Baltimore Sun Sunday

SUN INVESTIGAT­ES Recession could be tough for city

Possible dip in economy might bring big hit for property tax revenue

- — Scott Calvert

Next time the Maryland economy hits the skids, Baltimore City’s property tax revenue could fall more rapidly than it did after the housing bust a decade ago, officials say, a worrying prospect for the cashstrapp­ed city.

When the housing bubble burst in 2007, the city quickly felt the pain. That summer, quarterly transfer and recordatio­n taxes on property sales plummeted to $6.3 million from $10.2 million just a quarter earlier.

But property tax revenue didn’t fall until three years after the trough of the recession, the city says. One factor was that properties in Maryland are reassessed every three years, creating a lag.

Another factor was the huge store of assessed housing value walled off by the state’s homestead tax credit. The credit acts as a cap, preventing the amount of assessed value on which Baltimore homeowners are taxed on primary residences from rising more than 4 percent a year. During the housing boom, the size of those credits soared along with housing values and assessment­s.

When the crash came, assessment­s fell and homestead credits shrank, but many people’s property tax bills didn’t drop initially because of the homestead tax credit.

The situation is different now. Homestead credits citywide total just over $28 million, the lowest level in over a decade and a fraction of the $147 million in 2010. City officials note that assessment­s have been rising lately, but at well under 4 percent a year.

While the current dynamic means less foregone tax revenue for the city, officials say the downside is the city has a far thinner cushion in the event home values go south again. That raises the prospect that a decline in assessment­s, rather than just reducing credits, would cut tax bills for homeowners and reduce badly needed tax revenue for the city.

City finance officials flagged the risk in a May budget report.

“The fact we’ve listed it in the report means it is on our radar,” Deputy Finance Director Steve Kraus said in an interview. “We’re not in panic mode.”

While the economy continues to hum, 59 percent of private-sector economists surveyed in May by The Wall Street Journal said the current expansion was most likely to end in 2020.

The city is always concerned about property tax revenue because it accounts for roughly half of the city’s $1.9 billion general fund, Finance Director Henry Raymond said.

Officials in several other Maryland counties say they also have thinner homestead tax credit cushions. Every county and municipali­ty in the state is required to set its property tax cap at 10 percent or less.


# Instructions for the task:
Please reproduce the entries exactly, skipping each picture.

# Source records:
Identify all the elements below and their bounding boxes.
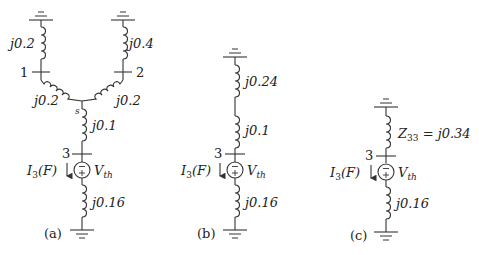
ground-symbol bbox=[374, 232, 398, 240]
reactance-label: j0.2 bbox=[113, 93, 141, 108]
voltage-source-icon bbox=[227, 162, 243, 178]
inductor-icon bbox=[41, 27, 46, 59]
panel-b: j0.24 j0.1 3 I3(F) Vth j0.16 (b) bbox=[180, 49, 278, 241]
source-label: Vth bbox=[247, 163, 266, 180]
inductor-icon bbox=[82, 109, 87, 141]
ground-symbol bbox=[29, 12, 53, 20]
reactance-label: j0.1 bbox=[89, 118, 117, 133]
thevenin-impedance-label: Z33 = j0.34 bbox=[397, 126, 471, 143]
inductor-icon bbox=[235, 116, 240, 148]
bus-label: 1 bbox=[20, 65, 28, 80]
panel-caption: (a) bbox=[44, 226, 62, 241]
source-label: Vth bbox=[398, 165, 417, 182]
panel-a: j0.2 1 j0.4 2 j0.2 j0.2 s j0.1 3 I3(F) V… bbox=[7, 12, 154, 241]
voltage-source-icon bbox=[74, 162, 90, 178]
reactance-label: j0.16 bbox=[242, 195, 278, 210]
reactance-label: j0.4 bbox=[126, 36, 154, 51]
panel-c: Z33 = j0.34 3 I3(F) Vth j0.16 (c) bbox=[329, 99, 471, 243]
ground-symbol bbox=[70, 230, 94, 238]
ground-symbol bbox=[374, 99, 398, 107]
bus-label: 3 bbox=[62, 146, 70, 161]
bus-label: 3 bbox=[365, 148, 373, 163]
node-label: s bbox=[75, 106, 80, 116]
reactance-label: j0.1 bbox=[242, 123, 270, 138]
reactance-label: j0.16 bbox=[393, 196, 429, 211]
voltage-source-icon bbox=[378, 164, 394, 180]
ground-symbol bbox=[223, 230, 247, 238]
panel-caption: (c) bbox=[350, 228, 367, 243]
reactance-label: j0.2 bbox=[31, 93, 59, 108]
inductor-icon bbox=[235, 65, 240, 97]
bus-label: 3 bbox=[214, 146, 222, 161]
reactance-label: j0.16 bbox=[89, 195, 125, 210]
circuit-diagram: j0.2 1 j0.4 2 j0.2 j0.2 s j0.1 3 I3(F) V… bbox=[0, 0, 479, 255]
inductor-icon bbox=[123, 27, 128, 59]
ground-symbol bbox=[223, 49, 247, 57]
inductor-icon bbox=[235, 185, 240, 217]
panel-caption: (b) bbox=[197, 226, 215, 241]
ground-symbol bbox=[111, 12, 135, 20]
bus-label: 2 bbox=[136, 65, 144, 80]
current-label: I3(F) bbox=[180, 163, 211, 180]
current-label: I3(F) bbox=[26, 163, 57, 180]
source-label: Vth bbox=[94, 163, 113, 180]
reactance-label: j0.2 bbox=[7, 36, 35, 51]
current-label: I3(F) bbox=[329, 165, 360, 182]
reactance-label: j0.24 bbox=[242, 74, 278, 89]
inductor-icon bbox=[386, 187, 391, 219]
inductor-icon bbox=[386, 116, 391, 148]
inductor-icon bbox=[82, 185, 87, 217]
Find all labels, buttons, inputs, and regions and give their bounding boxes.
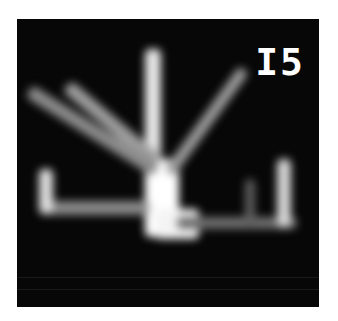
scan-line [17, 289, 319, 290]
tip-left [39, 169, 53, 213]
branch-right [164, 66, 249, 177]
scan-line [17, 277, 319, 278]
tip-middle-right [245, 179, 255, 225]
base-left [39, 201, 149, 215]
frame-label: I5 [255, 43, 305, 81]
image-frame: I5 [17, 19, 319, 307]
tip-right [277, 159, 291, 227]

# Response:
Identify all the elements below and their bounding boxes.
ground-symbol bbox=[374, 232, 398, 240]
reactance-label: j0.2 bbox=[113, 93, 141, 108]
voltage-source-icon bbox=[227, 162, 243, 178]
inductor-icon bbox=[41, 27, 46, 59]
panel-b: j0.24 j0.1 3 I3(F) Vth j0.16 (b) bbox=[180, 49, 278, 241]
source-label: Vth bbox=[247, 163, 266, 180]
inductor-icon bbox=[82, 109, 87, 141]
ground-symbol bbox=[29, 12, 53, 20]
reactance-label: j0.1 bbox=[89, 118, 117, 133]
thevenin-impedance-label: Z33 = j0.34 bbox=[397, 126, 471, 143]
inductor-icon bbox=[235, 116, 240, 148]
bus-label: 1 bbox=[20, 65, 28, 80]
panel-caption: (a) bbox=[44, 226, 62, 241]
source-label: Vth bbox=[398, 165, 417, 182]
panel-a: j0.2 1 j0.4 2 j0.2 j0.2 s j0.1 3 I3(F) V… bbox=[7, 12, 154, 241]
voltage-source-icon bbox=[74, 162, 90, 178]
reactance-label: j0.16 bbox=[242, 195, 278, 210]
reactance-label: j0.4 bbox=[126, 36, 154, 51]
panel-c: Z33 = j0.34 3 I3(F) Vth j0.16 (c) bbox=[329, 99, 471, 243]
ground-symbol bbox=[70, 230, 94, 238]
ground-symbol bbox=[374, 99, 398, 107]
bus-label: 3 bbox=[62, 146, 70, 161]
bus-label: 3 bbox=[365, 148, 373, 163]
node-label: s bbox=[75, 106, 80, 116]
reactance-label: j0.1 bbox=[242, 123, 270, 138]
reactance-label: j0.16 bbox=[393, 196, 429, 211]
voltage-source-icon bbox=[378, 164, 394, 180]
ground-symbol bbox=[223, 230, 247, 238]
panel-caption: (c) bbox=[350, 228, 367, 243]
reactance-label: j0.2 bbox=[31, 93, 59, 108]
inductor-icon bbox=[235, 65, 240, 97]
bus-label: 3 bbox=[214, 146, 222, 161]
reactance-label: j0.16 bbox=[89, 195, 125, 210]
circuit-diagram: j0.2 1 j0.4 2 j0.2 j0.2 s j0.1 3 I3(F) V… bbox=[0, 0, 479, 255]
inductor-icon bbox=[123, 27, 128, 59]
ground-symbol bbox=[223, 49, 247, 57]
inductor-icon bbox=[235, 185, 240, 217]
panel-caption: (b) bbox=[197, 226, 215, 241]
ground-symbol bbox=[111, 12, 135, 20]
bus-label: 2 bbox=[136, 65, 144, 80]
current-label: I3(F) bbox=[180, 163, 211, 180]
current-label: I3(F) bbox=[26, 163, 57, 180]
source-label: Vth bbox=[94, 163, 113, 180]
reactance-label: j0.2 bbox=[7, 36, 35, 51]
current-label: I3(F) bbox=[329, 165, 360, 182]
reactance-label: j0.24 bbox=[242, 74, 278, 89]
inductor-icon bbox=[386, 187, 391, 219]
inductor-icon bbox=[386, 116, 391, 148]
inductor-icon bbox=[82, 185, 87, 217]
Find all labels, buttons, inputs, and regions and give their bounding boxes.
scan-line [17, 289, 319, 290]
tip-left [39, 169, 53, 213]
branch-right [164, 66, 249, 177]
scan-line [17, 277, 319, 278]
tip-middle-right [245, 179, 255, 225]
base-left [39, 201, 149, 215]
frame-label: I5 [255, 43, 305, 81]
image-frame: I5 [17, 19, 319, 307]
tip-right [277, 159, 291, 227]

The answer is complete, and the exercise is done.